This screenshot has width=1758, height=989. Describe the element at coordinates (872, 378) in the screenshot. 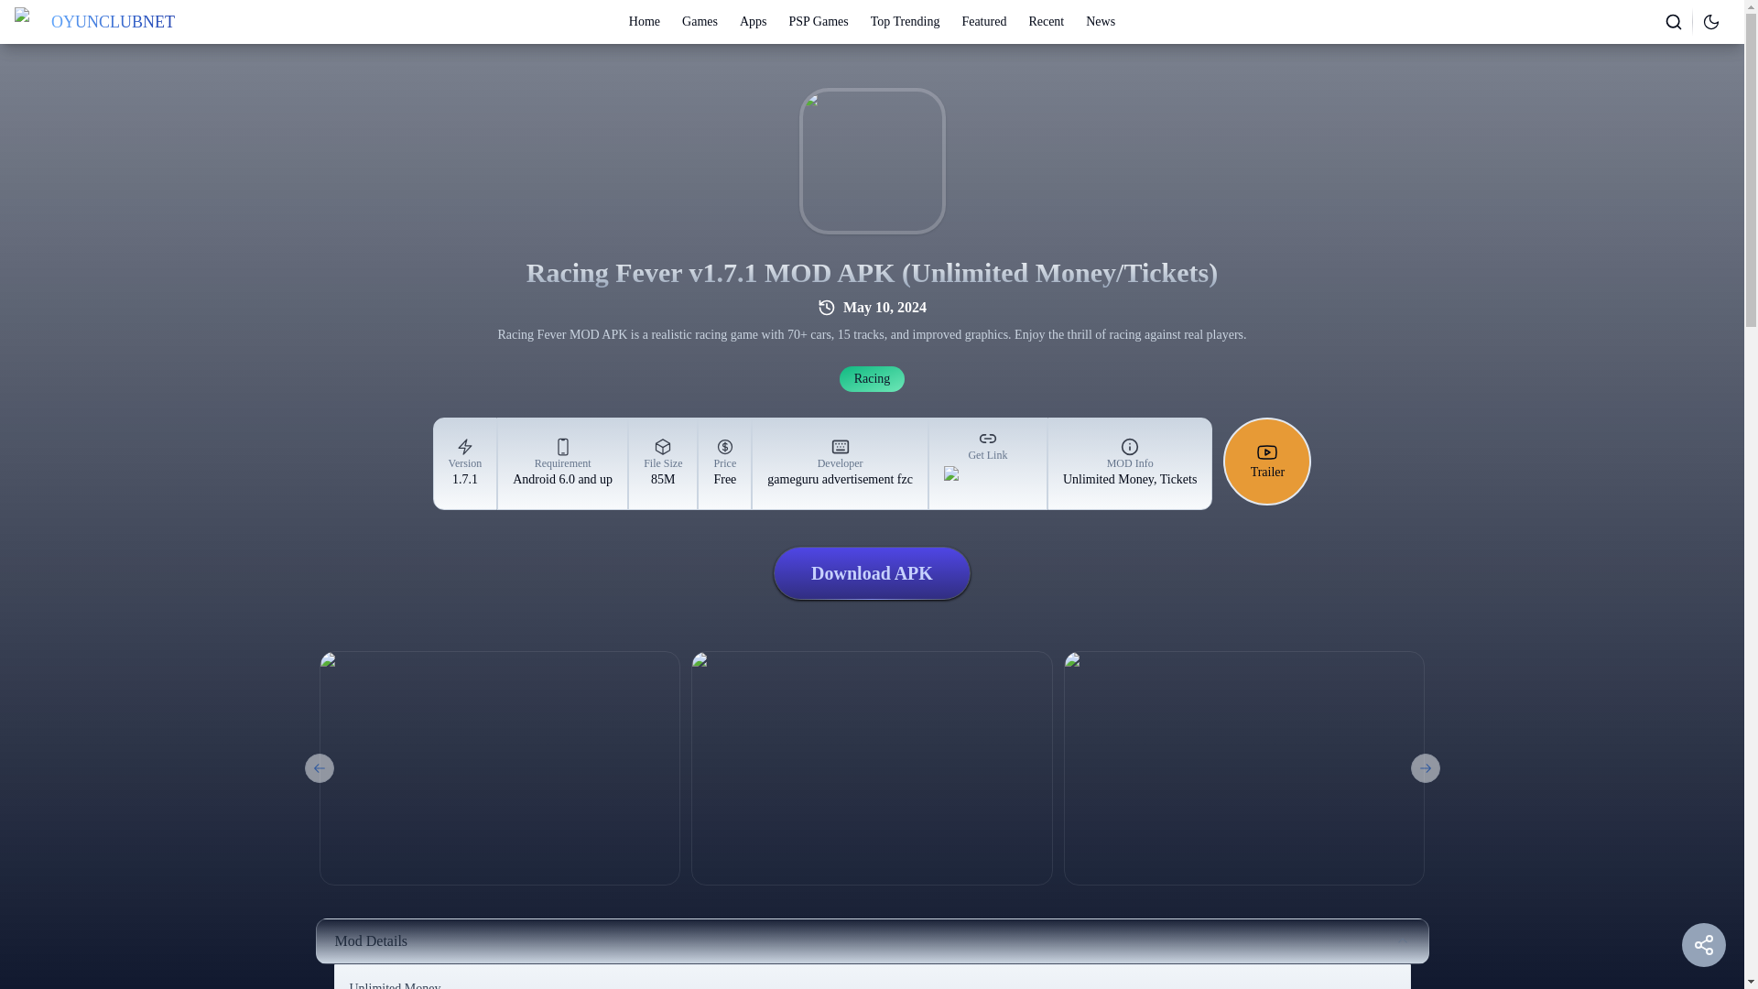

I see `Racing` at that location.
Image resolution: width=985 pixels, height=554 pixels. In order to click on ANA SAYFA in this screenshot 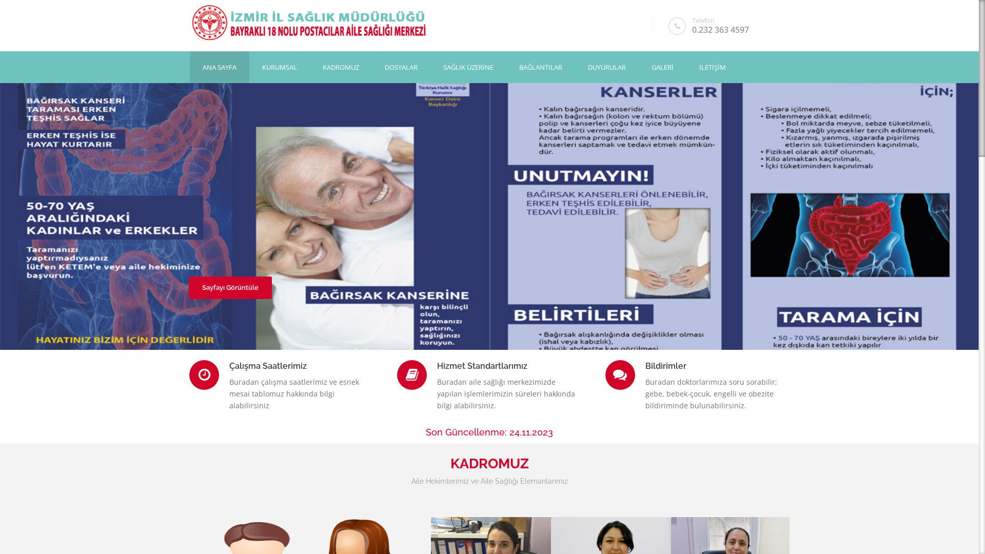, I will do `click(220, 67)`.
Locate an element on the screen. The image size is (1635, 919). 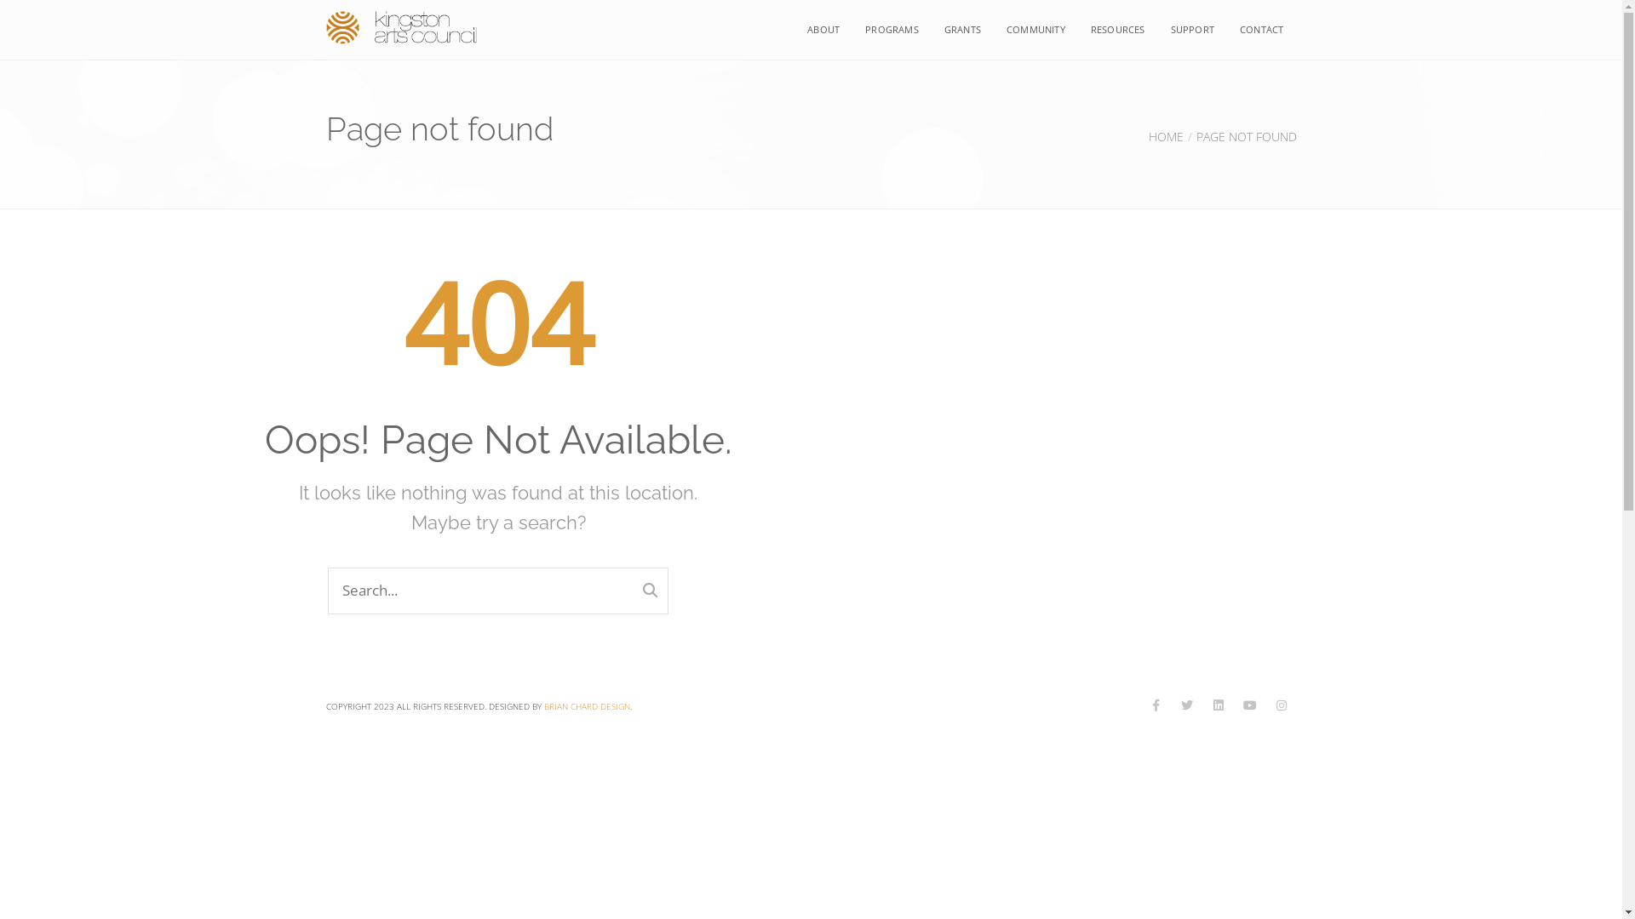
ABOUT is located at coordinates (823, 30).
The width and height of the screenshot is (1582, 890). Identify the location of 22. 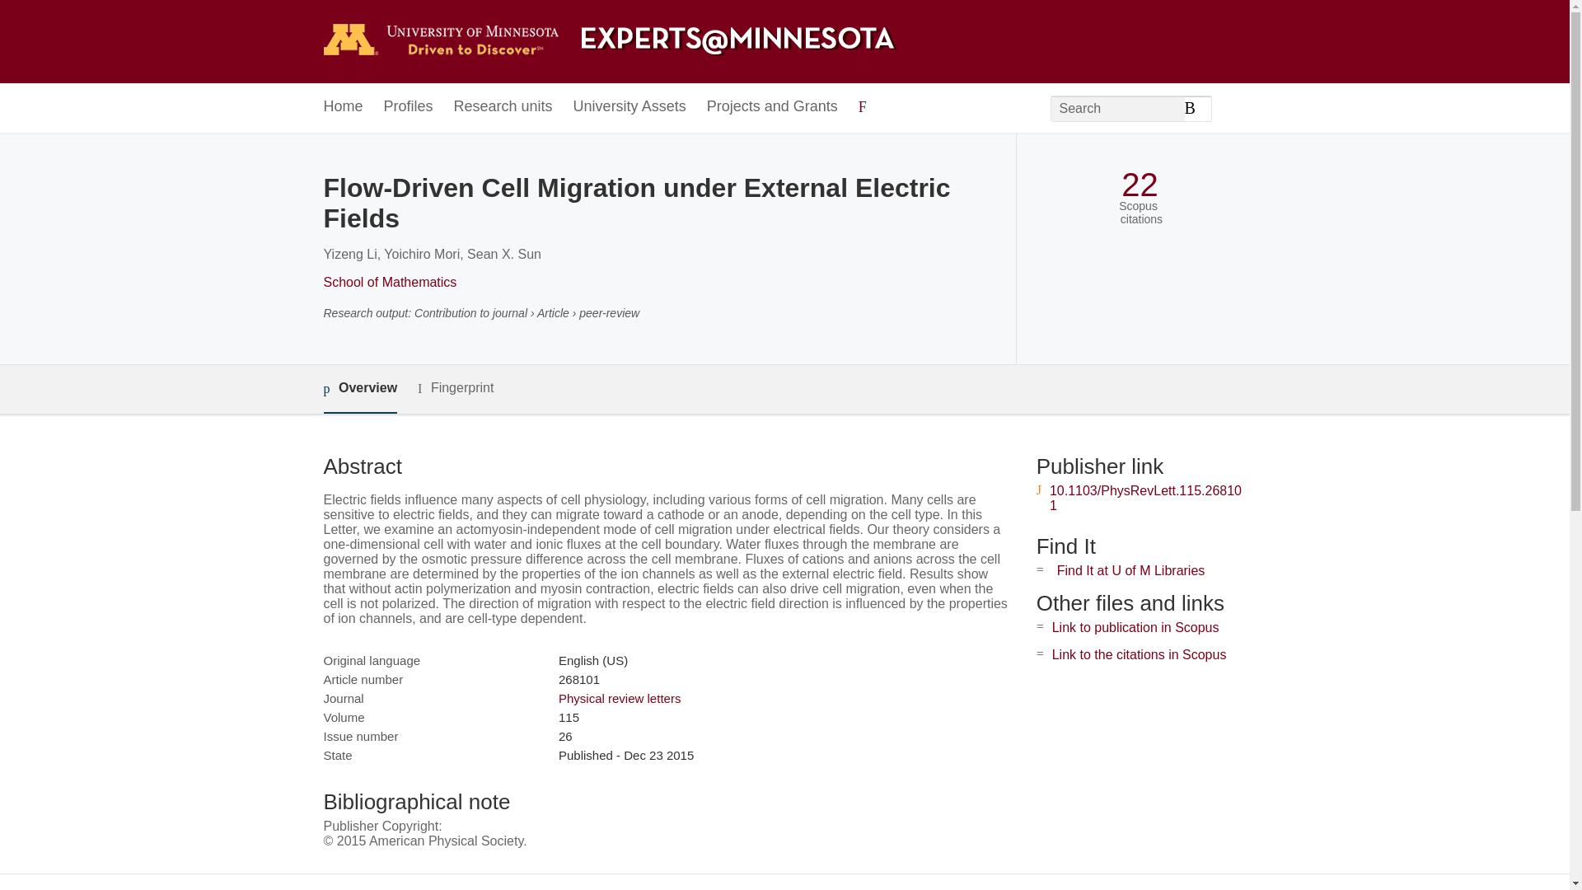
(1140, 185).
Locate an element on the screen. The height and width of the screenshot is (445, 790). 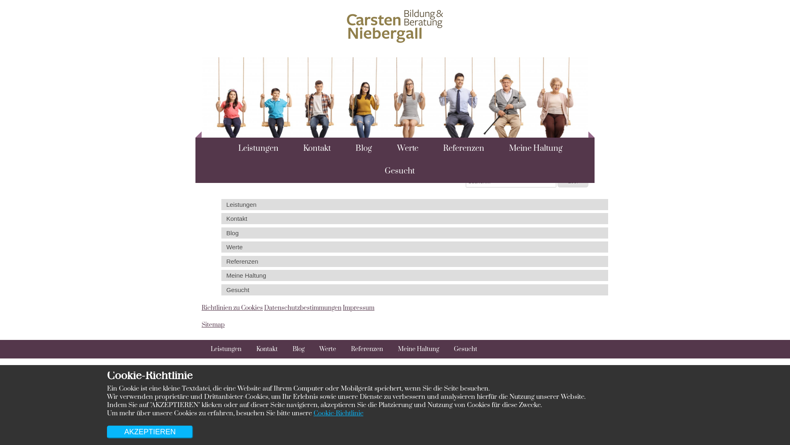
Werte is located at coordinates (415, 247).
++++++++++++++++++++
Lines from the one with "The width and" through the final line of the records are the whole answer; print them exactly, minus any pictures.

**Written reply**
The width and height of the screenshot is (1582, 890). Identify the location of 22. 
(1140, 185).
Locate an element on the screen. The height and width of the screenshot is (445, 790). 
Werte is located at coordinates (415, 247).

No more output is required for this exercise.